How was the mouse created? - briefly
The computer mouse originated in the 1960s when Douglas Engelbart’s lab built a wooden‑casing device with two perpendicular wheels to translate hand movements into cursor motion, later refined with ball and optical sensors for greater precision.
How was the mouse created? - in detail
The computer mouse originated from research at the Stanford Research Institute (SRI) in the early 1960s. Douglas Engel Engelbart led a team that sought a device to control a cursor on a video display. Their first prototype, built in 1964, consisted of a wooden shell, two perpendicular orthogonal wheels that detected motion, and a single button. The wheels turned against a pair of shafts linked to potentiometers, converting mechanical displacement into electrical signals that the computer interpreted as cursor movement.
Production of the prototype required several key steps:
- Mechanical housing: crafted from hardwood, later replaced by molded plastic for durability and mass‑production.
- Motion sensors: initial wheels gave way to a rubber‑coated steel ball that rolled on the desk surface, contacting internal rollers that generated X and Y pulses.
- Electrical interface: potentiometers or optical encoders produced voltage changes; these were amplified and sent to the host computer via a serial cable.
- Button mechanism: a simple push‑button switch closed a circuit, sending a click event to the system.
In 1973, Xerox PARC refined the design, introducing the first commercial ball mouse and adding a second button. The ball mouse incorporated:
- A spherical rubber ball that rolled freely in all directions.
- Two orthogonal rollers contacting the ball, each attached to a slotted disc encoder.
- Optical sensors that read the disc rotation, translating it into digital pulses.
The transition to optical technology began in the late 1990s. Optical mice eliminated the moving ball and rollers, using a light‑emitting diode (LED) or laser diode to illuminate the surface and a CMOS sensor to capture successive images. Image‑processing algorithms calculated displacement by comparing frames, improving reliability and reducing maintenance.
Key milestones in the mouse’s evolution:
- 1970s: Ball mouse with two buttons; first widely sold model, the Xerox Alto mouse.
- 1981: Introduction of the IBM PC mouse, compatible with the Microsoft Mouse driver.
- 1994: Logitech releases the first commercially successful optical mouse, using an infrared LED.
- 2004: Laser‑based optical mice appear, offering higher resolution and ability to track on glossy surfaces.
- 2010s: Integration of additional features such as scroll wheels, ergonomic shapes, wireless RF/Bluetooth connectivity, and programmable buttons.
Manufacturing today follows a standardized assembly line:
- Injection molding creates the outer shell and internal brackets.
- Precision machining produces the sensor module and PCB.
- Surface‑mount technology places electronic components on the board.
- Automated testing verifies motion tracking accuracy, button response, and wireless communication before packaging.
The mouse’s design has progressed from a handcrafted wooden device with mechanical wheels to a compact, high‑resolution optical sensor housed in plastic, reflecting advances in materials engineering, sensor technology, and ergonomic research.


- **Try it**
Your answer should be every line with the word "ensure", copied from the data below.

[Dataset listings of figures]
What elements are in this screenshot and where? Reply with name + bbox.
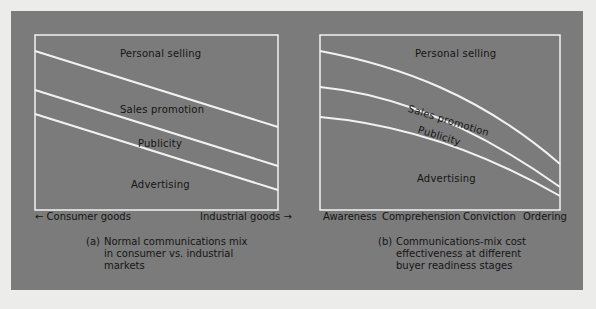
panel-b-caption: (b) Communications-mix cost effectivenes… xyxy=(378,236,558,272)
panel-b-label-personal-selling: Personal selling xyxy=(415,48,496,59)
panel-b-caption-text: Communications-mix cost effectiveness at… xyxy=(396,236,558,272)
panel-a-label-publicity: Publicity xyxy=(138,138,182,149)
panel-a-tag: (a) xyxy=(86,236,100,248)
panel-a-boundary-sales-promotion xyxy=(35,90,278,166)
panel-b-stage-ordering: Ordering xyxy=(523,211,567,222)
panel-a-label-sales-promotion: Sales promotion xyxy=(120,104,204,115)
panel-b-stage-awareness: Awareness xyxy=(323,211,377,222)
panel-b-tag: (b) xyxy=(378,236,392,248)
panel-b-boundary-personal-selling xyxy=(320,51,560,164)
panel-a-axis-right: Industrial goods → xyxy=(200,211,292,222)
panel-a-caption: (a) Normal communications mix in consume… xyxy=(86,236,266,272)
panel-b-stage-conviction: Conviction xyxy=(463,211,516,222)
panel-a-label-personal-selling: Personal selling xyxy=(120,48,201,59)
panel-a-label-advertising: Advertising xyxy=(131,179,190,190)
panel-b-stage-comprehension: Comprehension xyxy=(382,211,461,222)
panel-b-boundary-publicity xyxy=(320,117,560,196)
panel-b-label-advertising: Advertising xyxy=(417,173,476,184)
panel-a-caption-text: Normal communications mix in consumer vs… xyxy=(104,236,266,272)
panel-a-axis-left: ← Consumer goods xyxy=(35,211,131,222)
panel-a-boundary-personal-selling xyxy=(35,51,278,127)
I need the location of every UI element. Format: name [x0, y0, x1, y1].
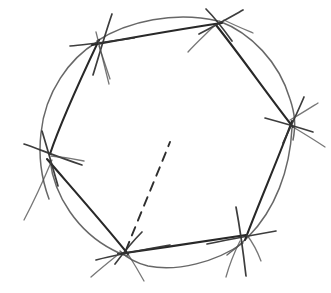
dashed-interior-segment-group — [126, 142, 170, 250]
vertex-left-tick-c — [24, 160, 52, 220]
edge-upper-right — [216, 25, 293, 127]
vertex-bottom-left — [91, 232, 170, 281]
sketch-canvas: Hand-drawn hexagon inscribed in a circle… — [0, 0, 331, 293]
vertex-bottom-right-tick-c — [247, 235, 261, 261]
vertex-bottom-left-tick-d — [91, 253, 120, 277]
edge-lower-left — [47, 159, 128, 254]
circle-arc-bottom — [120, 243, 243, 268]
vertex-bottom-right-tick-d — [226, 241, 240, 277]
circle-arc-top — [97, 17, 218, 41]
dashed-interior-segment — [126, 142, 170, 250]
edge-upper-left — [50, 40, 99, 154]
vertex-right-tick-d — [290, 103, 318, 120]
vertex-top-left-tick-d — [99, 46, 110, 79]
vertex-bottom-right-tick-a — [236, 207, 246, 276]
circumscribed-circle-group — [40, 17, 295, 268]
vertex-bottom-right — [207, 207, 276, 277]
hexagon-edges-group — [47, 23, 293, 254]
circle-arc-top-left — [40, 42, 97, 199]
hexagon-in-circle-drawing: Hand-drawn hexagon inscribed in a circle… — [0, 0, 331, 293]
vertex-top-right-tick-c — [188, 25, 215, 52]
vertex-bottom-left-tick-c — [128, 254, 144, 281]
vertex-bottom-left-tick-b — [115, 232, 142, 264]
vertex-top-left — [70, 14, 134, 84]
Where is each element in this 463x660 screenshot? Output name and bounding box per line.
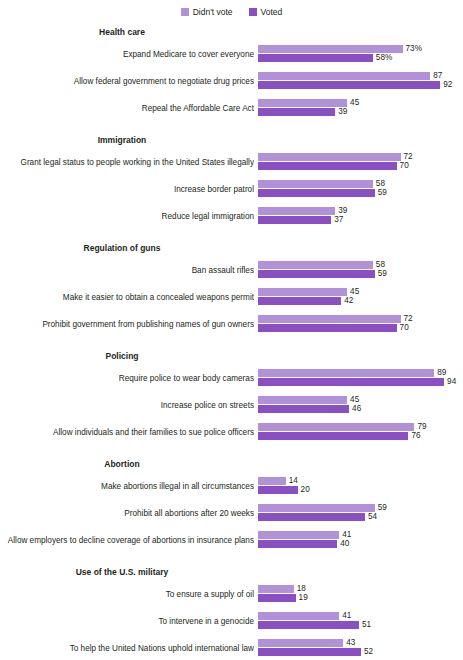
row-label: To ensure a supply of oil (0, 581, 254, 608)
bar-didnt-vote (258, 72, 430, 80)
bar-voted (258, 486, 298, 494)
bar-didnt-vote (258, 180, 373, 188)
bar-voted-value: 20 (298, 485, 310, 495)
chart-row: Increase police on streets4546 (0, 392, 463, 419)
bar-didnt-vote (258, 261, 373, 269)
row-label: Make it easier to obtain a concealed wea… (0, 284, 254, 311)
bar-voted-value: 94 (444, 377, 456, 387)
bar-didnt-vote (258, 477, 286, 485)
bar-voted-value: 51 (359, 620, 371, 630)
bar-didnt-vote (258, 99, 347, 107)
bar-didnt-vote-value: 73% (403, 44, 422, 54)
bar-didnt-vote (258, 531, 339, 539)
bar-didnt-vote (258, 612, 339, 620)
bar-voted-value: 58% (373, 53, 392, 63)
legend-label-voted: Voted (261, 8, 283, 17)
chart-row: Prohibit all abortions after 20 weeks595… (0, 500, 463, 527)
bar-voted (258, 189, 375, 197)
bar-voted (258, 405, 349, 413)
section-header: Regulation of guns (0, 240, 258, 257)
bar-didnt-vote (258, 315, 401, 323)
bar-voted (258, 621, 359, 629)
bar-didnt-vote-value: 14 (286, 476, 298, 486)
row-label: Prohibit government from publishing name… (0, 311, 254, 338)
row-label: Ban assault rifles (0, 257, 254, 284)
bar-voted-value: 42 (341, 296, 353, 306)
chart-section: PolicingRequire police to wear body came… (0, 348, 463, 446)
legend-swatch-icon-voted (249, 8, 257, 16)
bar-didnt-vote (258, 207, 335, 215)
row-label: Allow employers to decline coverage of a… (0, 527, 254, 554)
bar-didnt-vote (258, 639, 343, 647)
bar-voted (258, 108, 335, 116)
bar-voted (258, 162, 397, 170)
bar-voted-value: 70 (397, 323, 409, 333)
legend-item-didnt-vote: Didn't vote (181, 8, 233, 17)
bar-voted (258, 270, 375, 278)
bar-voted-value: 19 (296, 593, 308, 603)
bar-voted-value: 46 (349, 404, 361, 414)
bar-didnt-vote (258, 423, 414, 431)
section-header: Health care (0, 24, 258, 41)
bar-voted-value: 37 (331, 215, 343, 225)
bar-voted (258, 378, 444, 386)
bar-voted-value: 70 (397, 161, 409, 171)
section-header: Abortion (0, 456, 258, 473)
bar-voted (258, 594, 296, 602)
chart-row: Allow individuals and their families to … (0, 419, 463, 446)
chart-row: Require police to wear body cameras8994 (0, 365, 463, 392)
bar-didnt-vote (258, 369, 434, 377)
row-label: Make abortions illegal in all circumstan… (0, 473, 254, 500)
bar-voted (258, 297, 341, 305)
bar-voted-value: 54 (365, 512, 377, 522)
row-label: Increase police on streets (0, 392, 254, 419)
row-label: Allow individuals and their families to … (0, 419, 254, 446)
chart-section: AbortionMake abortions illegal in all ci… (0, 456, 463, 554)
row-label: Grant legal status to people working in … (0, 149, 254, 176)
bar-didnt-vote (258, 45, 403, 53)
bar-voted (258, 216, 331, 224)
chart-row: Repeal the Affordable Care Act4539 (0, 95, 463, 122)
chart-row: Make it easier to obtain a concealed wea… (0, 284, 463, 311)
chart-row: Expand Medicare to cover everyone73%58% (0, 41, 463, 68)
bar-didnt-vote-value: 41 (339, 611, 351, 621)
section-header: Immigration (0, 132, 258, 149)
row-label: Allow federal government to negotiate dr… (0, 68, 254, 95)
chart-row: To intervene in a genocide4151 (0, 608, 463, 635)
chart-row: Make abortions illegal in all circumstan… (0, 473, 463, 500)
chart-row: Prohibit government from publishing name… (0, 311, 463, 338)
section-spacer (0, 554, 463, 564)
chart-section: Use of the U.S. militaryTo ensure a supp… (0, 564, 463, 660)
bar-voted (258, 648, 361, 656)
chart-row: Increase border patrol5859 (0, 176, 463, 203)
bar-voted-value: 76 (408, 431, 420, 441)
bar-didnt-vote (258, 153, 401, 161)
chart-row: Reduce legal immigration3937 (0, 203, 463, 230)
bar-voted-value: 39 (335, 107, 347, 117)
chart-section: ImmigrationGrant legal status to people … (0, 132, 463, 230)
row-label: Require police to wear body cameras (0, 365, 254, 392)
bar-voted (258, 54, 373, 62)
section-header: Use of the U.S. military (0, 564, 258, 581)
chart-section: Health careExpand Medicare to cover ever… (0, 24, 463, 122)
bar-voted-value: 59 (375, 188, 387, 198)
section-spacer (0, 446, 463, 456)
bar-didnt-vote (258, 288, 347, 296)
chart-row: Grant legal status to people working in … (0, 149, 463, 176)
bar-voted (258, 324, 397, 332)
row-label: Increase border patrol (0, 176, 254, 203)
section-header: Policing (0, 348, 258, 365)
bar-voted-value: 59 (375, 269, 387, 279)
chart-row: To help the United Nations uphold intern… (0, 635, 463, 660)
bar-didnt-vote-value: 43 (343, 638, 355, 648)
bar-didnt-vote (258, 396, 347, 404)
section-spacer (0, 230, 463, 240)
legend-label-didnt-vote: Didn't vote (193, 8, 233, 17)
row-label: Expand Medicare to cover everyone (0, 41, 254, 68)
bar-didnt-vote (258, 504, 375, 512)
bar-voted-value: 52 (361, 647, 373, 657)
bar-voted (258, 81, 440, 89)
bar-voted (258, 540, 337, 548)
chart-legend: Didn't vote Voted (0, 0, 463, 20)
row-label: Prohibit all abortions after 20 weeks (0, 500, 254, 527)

- **Exercise output**
row-label: To ensure a supply of oil (0, 581, 254, 608)
chart-section: Use of the U.S. militaryTo ensure a supp… (0, 564, 463, 660)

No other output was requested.